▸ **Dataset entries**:

[Start of Attachment]

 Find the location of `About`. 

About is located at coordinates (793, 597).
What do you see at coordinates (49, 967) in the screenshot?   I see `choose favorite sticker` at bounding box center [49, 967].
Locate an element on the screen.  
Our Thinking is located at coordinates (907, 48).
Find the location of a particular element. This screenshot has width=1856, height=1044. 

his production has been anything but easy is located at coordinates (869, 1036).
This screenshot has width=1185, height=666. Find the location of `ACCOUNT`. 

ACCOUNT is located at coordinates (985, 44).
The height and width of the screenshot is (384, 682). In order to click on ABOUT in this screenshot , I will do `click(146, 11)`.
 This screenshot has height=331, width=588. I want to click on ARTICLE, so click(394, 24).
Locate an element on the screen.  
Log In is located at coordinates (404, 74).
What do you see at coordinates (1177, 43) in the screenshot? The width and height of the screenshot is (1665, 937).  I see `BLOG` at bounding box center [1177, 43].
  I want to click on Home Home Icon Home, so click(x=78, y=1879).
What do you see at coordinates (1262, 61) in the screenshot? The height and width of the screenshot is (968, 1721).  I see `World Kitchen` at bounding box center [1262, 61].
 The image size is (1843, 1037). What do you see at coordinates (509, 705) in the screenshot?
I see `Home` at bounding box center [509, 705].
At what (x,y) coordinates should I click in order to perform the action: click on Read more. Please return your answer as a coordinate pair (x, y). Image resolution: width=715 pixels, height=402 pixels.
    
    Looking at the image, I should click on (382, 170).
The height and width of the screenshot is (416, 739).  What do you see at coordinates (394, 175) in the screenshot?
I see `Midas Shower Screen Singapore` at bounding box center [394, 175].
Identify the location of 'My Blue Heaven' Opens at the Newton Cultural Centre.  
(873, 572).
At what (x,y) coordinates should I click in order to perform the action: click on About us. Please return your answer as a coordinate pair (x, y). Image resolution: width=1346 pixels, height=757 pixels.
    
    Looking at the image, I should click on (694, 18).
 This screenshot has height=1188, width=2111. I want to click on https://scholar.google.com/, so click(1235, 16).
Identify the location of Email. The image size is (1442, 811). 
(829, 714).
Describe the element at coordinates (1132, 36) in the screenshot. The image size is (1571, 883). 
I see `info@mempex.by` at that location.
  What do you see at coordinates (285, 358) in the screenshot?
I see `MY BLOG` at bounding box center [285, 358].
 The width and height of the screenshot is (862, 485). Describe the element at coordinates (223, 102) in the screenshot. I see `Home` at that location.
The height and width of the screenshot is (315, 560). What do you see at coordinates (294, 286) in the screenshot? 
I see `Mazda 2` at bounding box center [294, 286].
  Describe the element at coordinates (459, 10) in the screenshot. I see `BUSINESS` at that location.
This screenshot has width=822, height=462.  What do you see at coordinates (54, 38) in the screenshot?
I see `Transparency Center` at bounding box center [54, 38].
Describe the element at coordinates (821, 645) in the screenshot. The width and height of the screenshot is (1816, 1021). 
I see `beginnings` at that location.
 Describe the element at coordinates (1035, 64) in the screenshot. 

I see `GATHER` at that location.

[End of Attachment]

▸ **WHAT YOU WILL DO**:
Print all the records precisely.

▸ **SOLUTION FOR THIS EXERCISE**:
 Find the location of `About`. 

About is located at coordinates (793, 597).
What do you see at coordinates (49, 967) in the screenshot?   I see `choose favorite sticker` at bounding box center [49, 967].
Locate an element on the screen.  
Our Thinking is located at coordinates (907, 48).
Find the location of a particular element. This screenshot has width=1856, height=1044. 

his production has been anything but easy is located at coordinates (869, 1036).
This screenshot has width=1185, height=666. Find the location of `ACCOUNT`. 

ACCOUNT is located at coordinates (985, 44).
The height and width of the screenshot is (384, 682). In order to click on ABOUT in this screenshot , I will do `click(146, 11)`.
 This screenshot has height=331, width=588. I want to click on ARTICLE, so click(394, 24).
Locate an element on the screen.  
Log In is located at coordinates (404, 74).
What do you see at coordinates (1177, 43) in the screenshot? The width and height of the screenshot is (1665, 937).  I see `BLOG` at bounding box center [1177, 43].
  I want to click on Home Home Icon Home, so click(x=78, y=1879).
What do you see at coordinates (1262, 61) in the screenshot? The height and width of the screenshot is (968, 1721).  I see `World Kitchen` at bounding box center [1262, 61].
 The image size is (1843, 1037). What do you see at coordinates (509, 705) in the screenshot?
I see `Home` at bounding box center [509, 705].
At what (x,y) coordinates should I click in order to perform the action: click on Read more. Please return your answer as a coordinate pair (x, y). Image resolution: width=715 pixels, height=402 pixels.
    
    Looking at the image, I should click on (382, 170).
The height and width of the screenshot is (416, 739).  What do you see at coordinates (394, 175) in the screenshot?
I see `Midas Shower Screen Singapore` at bounding box center [394, 175].
Identify the location of 'My Blue Heaven' Opens at the Newton Cultural Centre.  
(873, 572).
At what (x,y) coordinates should I click in order to perform the action: click on About us. Please return your answer as a coordinate pair (x, y). Image resolution: width=1346 pixels, height=757 pixels.
    
    Looking at the image, I should click on (694, 18).
 This screenshot has height=1188, width=2111. I want to click on https://scholar.google.com/, so click(1235, 16).
Identify the location of Email. The image size is (1442, 811). 
(829, 714).
Describe the element at coordinates (1132, 36) in the screenshot. The image size is (1571, 883). 
I see `info@mempex.by` at that location.
  What do you see at coordinates (285, 358) in the screenshot?
I see `MY BLOG` at bounding box center [285, 358].
 The width and height of the screenshot is (862, 485). Describe the element at coordinates (223, 102) in the screenshot. I see `Home` at that location.
The height and width of the screenshot is (315, 560). What do you see at coordinates (294, 286) in the screenshot? 
I see `Mazda 2` at bounding box center [294, 286].
  Describe the element at coordinates (459, 10) in the screenshot. I see `BUSINESS` at that location.
This screenshot has width=822, height=462.  What do you see at coordinates (54, 38) in the screenshot?
I see `Transparency Center` at bounding box center [54, 38].
Describe the element at coordinates (821, 645) in the screenshot. The width and height of the screenshot is (1816, 1021). 
I see `beginnings` at that location.
 Describe the element at coordinates (1035, 64) in the screenshot. 

I see `GATHER` at that location.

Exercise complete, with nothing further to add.